I probably shouldn’t have said “substantial” since what I really meant was “not cancelled out in the way mwengler describes”.
I don’t think I can actually do the calculation without an estimate of the typical gradient of coastal land in the US (i.e., the conversion factor from sea level rise to shrinkage) but let’s make a crude guess and see what happens. So, North America has an area of about 25M km^2 so our square is about 5000km on a side. Expected sea level rise by 2100 is about 0.5m (I’ve seen wildly inconsistent figures for this, though). Let’s suppose that sea-level land has a typical gradient of 1 in 50, so that a 0.5m rise means a 25m shrinkage in the usable land. Then the total amount of land lost would be about 20000km x 25m = 20km x 25km = 500 km^2, roughly comparable to the area of San Francisco.
This is probably an underestimate: North America is wigglier than our square model (so more coast relative to its area) and I suspect that actually coastal land is flatter than 1 in 50.
So it’s a small fraction of the total area (as of course was obvious from the outset) but personally I’d consider it a substantial loss if an area the size of San Francisco fell into the sea.
I probably shouldn’t have said “substantial” since what I really meant was “not cancelled out in the way mwengler describes”.
I don’t think I can actually do the calculation without an estimate of the typical gradient of coastal land in the US (i.e., the conversion factor from sea level rise to shrinkage) but let’s make a crude guess and see what happens. So, North America has an area of about 25M km^2 so our square is about 5000km on a side. Expected sea level rise by 2100 is about 0.5m (I’ve seen wildly inconsistent figures for this, though). Let’s suppose that sea-level land has a typical gradient of 1 in 50, so that a 0.5m rise means a 25m shrinkage in the usable land. Then the total amount of land lost would be about 20000km x 25m = 20km x 25km = 500 km^2, roughly comparable to the area of San Francisco.
This is probably an underestimate: North America is wigglier than our square model (so more coast relative to its area) and I suspect that actually coastal land is flatter than 1 in 50.
So it’s a small fraction of the total area (as of course was obvious from the outset) but personally I’d consider it a substantial loss if an area the size of San Francisco fell into the sea.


> PROBLEM REQUIREMENTS: Wherever a line in the records below contains "weak", copy that line.

Entries from a visual dataset
»»

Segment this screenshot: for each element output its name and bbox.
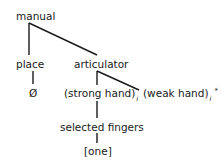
node-place: place xyxy=(16,58,44,70)
node-weak-hand: (weak hand)i* xyxy=(143,87,218,101)
weak-hand-asterisk: * xyxy=(214,87,218,95)
node-one: [one] xyxy=(84,145,112,157)
node-manual: manual xyxy=(16,10,55,22)
node-empty-set: Ø xyxy=(29,87,37,99)
strong-hand-label: (strong hand) xyxy=(64,87,135,99)
node-selected-fingers: selected fingers xyxy=(60,121,144,133)
node-strong-hand: (strong hand)i xyxy=(64,87,138,101)
weak-hand-label: (weak hand) xyxy=(143,87,209,99)
edge-manual-articulator xyxy=(29,23,97,55)
tree-edges xyxy=(0,0,223,164)
node-articulator: articulator xyxy=(74,58,128,70)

««

> RESULT OF THE EXERCISE:
node-weak-hand: (weak hand)i* xyxy=(143,87,218,101)
weak-hand-asterisk: * xyxy=(214,87,218,95)
weak-hand-label: (weak hand) xyxy=(143,87,209,99)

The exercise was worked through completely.